On Wednesday the European Union (EU) voted on legislation that will ban cloned meat and other animal products in the European food supply. The legislation will meet its final hurdle in the hands of the ministers of the 27 EU member states. In September these governments will finalize the rules of the bill with EU legislators.
Corinne Lepage, a French member of the European Parliament, explained that, “Although no safety concerns have been identified so far with meat produced from cloned animals, this technique raises serious issues about animal welfare, reduction of biodiversity, as well as ethical concerns,” reported the New York Times.
These concerns stem from the reality that many cloned animals suffer higher rates of infection, tumor growth, and other disorders. Many cloned animals are abnormally large, and over 90 percent of cloning attempts fail. The cloned animals that do survive often die unusually young from undetermined causes.
Currently cloned animal products are not allowed to be produced in the EU but there is no regulation of imports. FarmingUK.com reports Stewart Stevenson, a member of the Scottish Parliament, commenting on cloned animal products, “This is an outrageous situation where we have imposed strict controls on our own industry but have no way of ensuring imports meet the same rigorous standards. We currently import billions of pounds worth of meat every year from the U.S., Brazil, Argentina, and elsewhere, where cloning is widespread with few regulatory controls. Some of this meat could be from first generation cloned animals. We simply have no way of knowing.”
He concluded, “I am therefore delighted that a big majority of MEPs supported a call for the Commission to produce an urgent resolution on cloned imports while in the meantime banning all meat imports from outside the EU unless they can be accompanied by a certificate. We have no desire to trigger a trade war with countries outside the EU, but they have to realize that their exports must comply with the same standards we apply to our own home-grown products. There must be a level playing field.”
Scottish legislators are not the only politicians outraged at animal cloning. Many politicians in the U.S. have called on the U.S. Food and Drug Administration and U.S. Department of Agriculture to do additional research on cloned products. A number of U.S. companies voluntarily committed to banning cloned animal material in their foods. These companies include Kraft Foods Inc, General Mills Inc, Campbell Soup Co, Nestle SA, California Pizza Kitchen, Inc. and Supervalu, Inc., as reported in Reuters Magazine.
Stewart Stevenson claims that the U.S. has few regulatory controls on cloned animal products, and he is not far off. Back in 2008, after five years of research, the FDA released a report declaring that meat and milk from cloned animals is as safe for commercial consumption as the meat and milk of naturally born animals. Based off these studies, the FDA lifted the moratorium on cloned food and formally allowed cloned meat and dairy into the American food supply.
The FDA does not demand that cloned products be labeled, so today consumers have no way of knowing if we are buying cloned meat or milk. In September of 2008 Reuters reported that the FDA announced that cloned animal products had probably entered our food supply and were impossible to track or identify.
Though members of the Scottish parliament are outspoken against cloned animals, the first cloned animal on earth was created by Scottish scientists. Dolly the sheep has become a famous symbol for the cloning industry. Since Dolly’s day, over twenty additional animals have been successfully cloned, including dogs, cats, monkeys and water buffalo. Cloning has attracted different types of entrepreneurs ranging from a failed business attempt at cloning domestic household pets for commercial distribution, to successful widespread export of cloned American bull semen for insemination of European cattle.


* BRIEF: Would you reproduce exactly, and only, the lines starting at the one with "At what (x,y)" and ending at the last line of the data, with both included? Leave the pictures out.

* RECORDS:
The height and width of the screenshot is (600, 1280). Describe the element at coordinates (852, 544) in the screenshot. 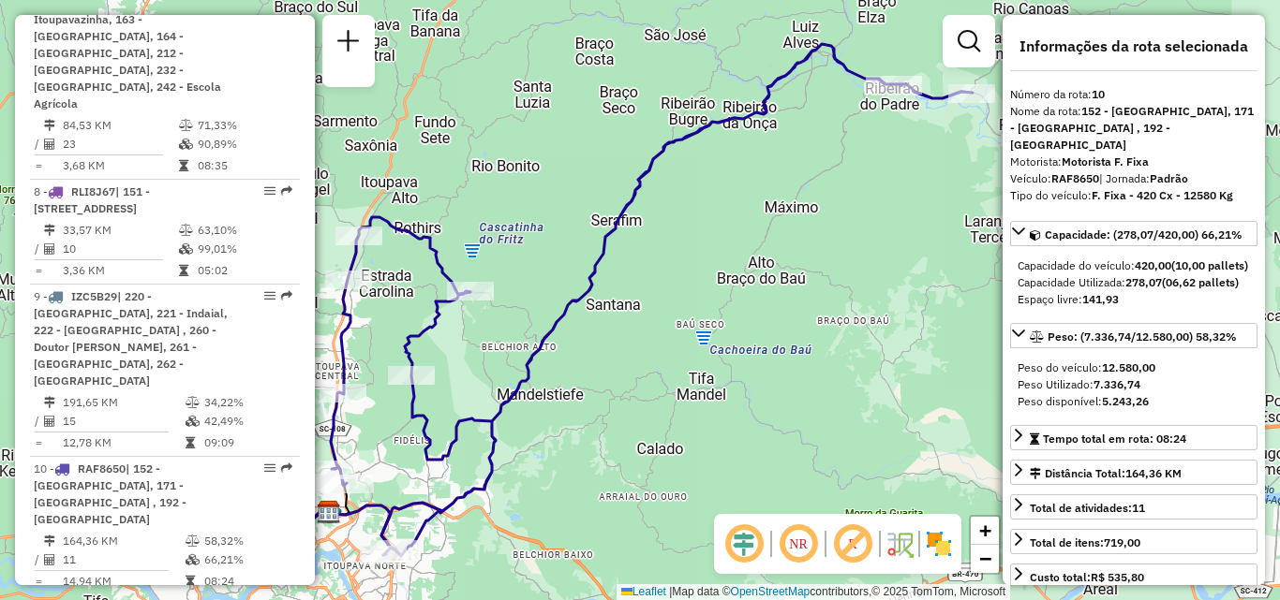

I see `span: Exibir rótulo` at that location.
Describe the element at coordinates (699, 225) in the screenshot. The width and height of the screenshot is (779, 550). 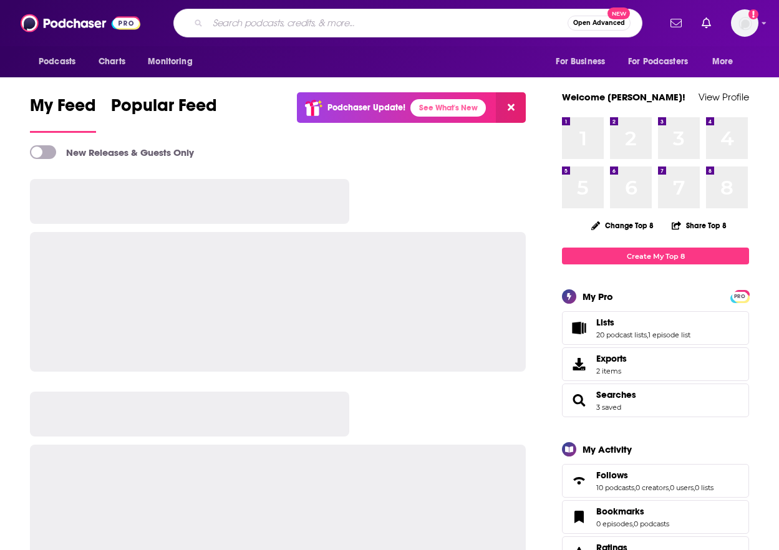
I see `button: Share Top 8` at that location.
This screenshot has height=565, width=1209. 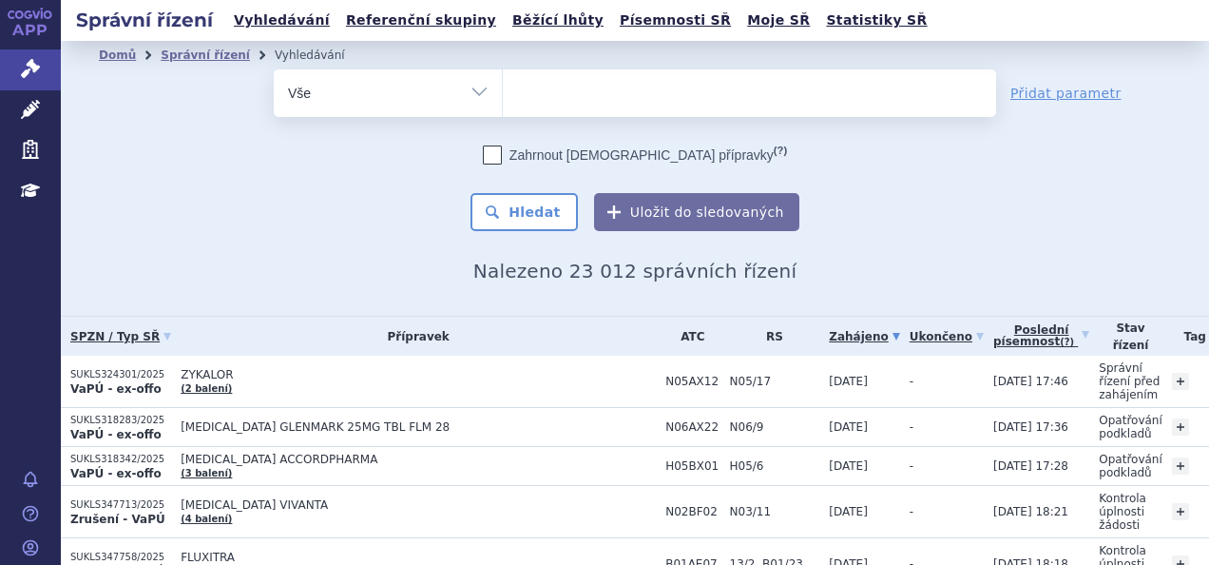 What do you see at coordinates (1129, 381) in the screenshot?
I see `span: Správní řízení před zahájením` at bounding box center [1129, 381].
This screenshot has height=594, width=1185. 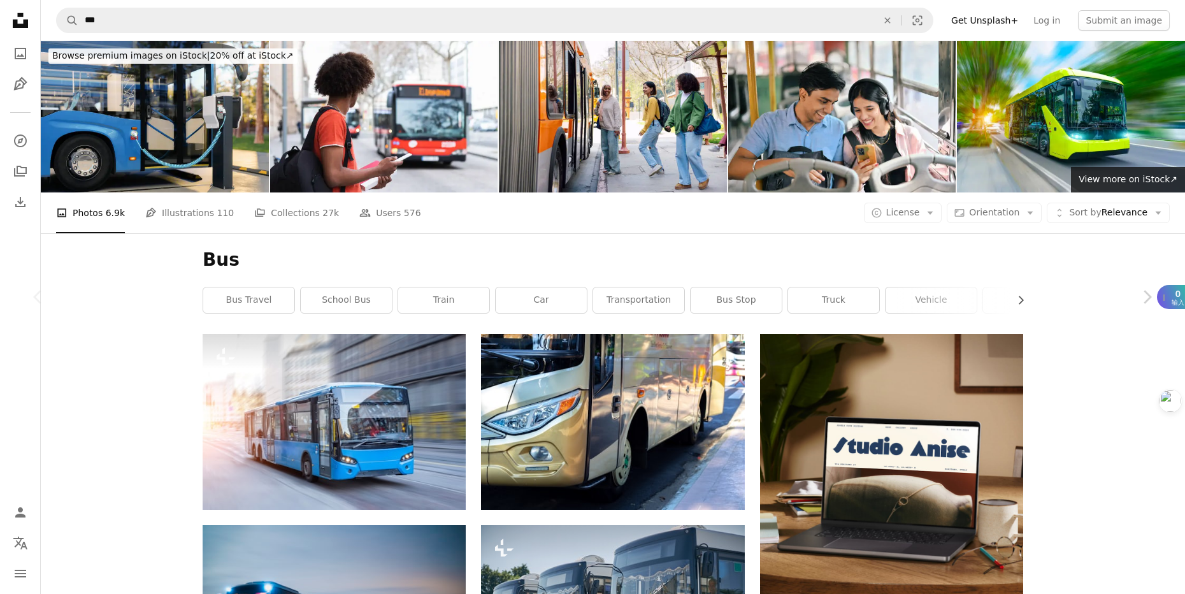 What do you see at coordinates (20, 141) in the screenshot?
I see `a: Explore` at bounding box center [20, 141].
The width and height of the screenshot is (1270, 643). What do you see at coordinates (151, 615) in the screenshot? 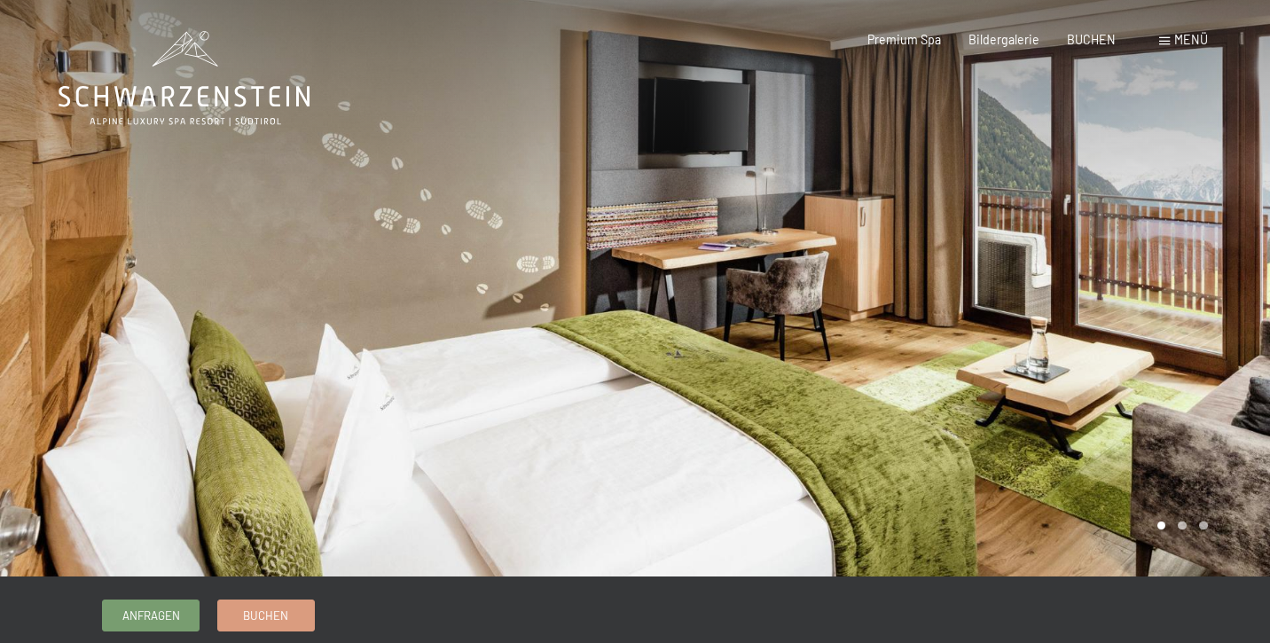
I see `a: Anfragen` at bounding box center [151, 615].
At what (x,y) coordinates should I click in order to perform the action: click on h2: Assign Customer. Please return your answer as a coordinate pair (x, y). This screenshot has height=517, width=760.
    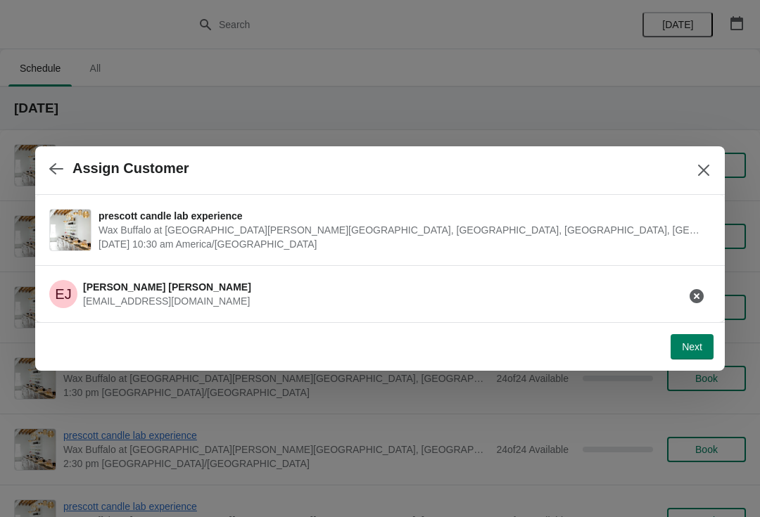
    Looking at the image, I should click on (131, 168).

* ANSWER FOR THIS EXERCISE:
At what (x,y) coordinates should I click in order to perform the action: click on h2: Assign Customer. Please return your answer as a coordinate pair (x, y). This screenshot has height=517, width=760.
    Looking at the image, I should click on (131, 168).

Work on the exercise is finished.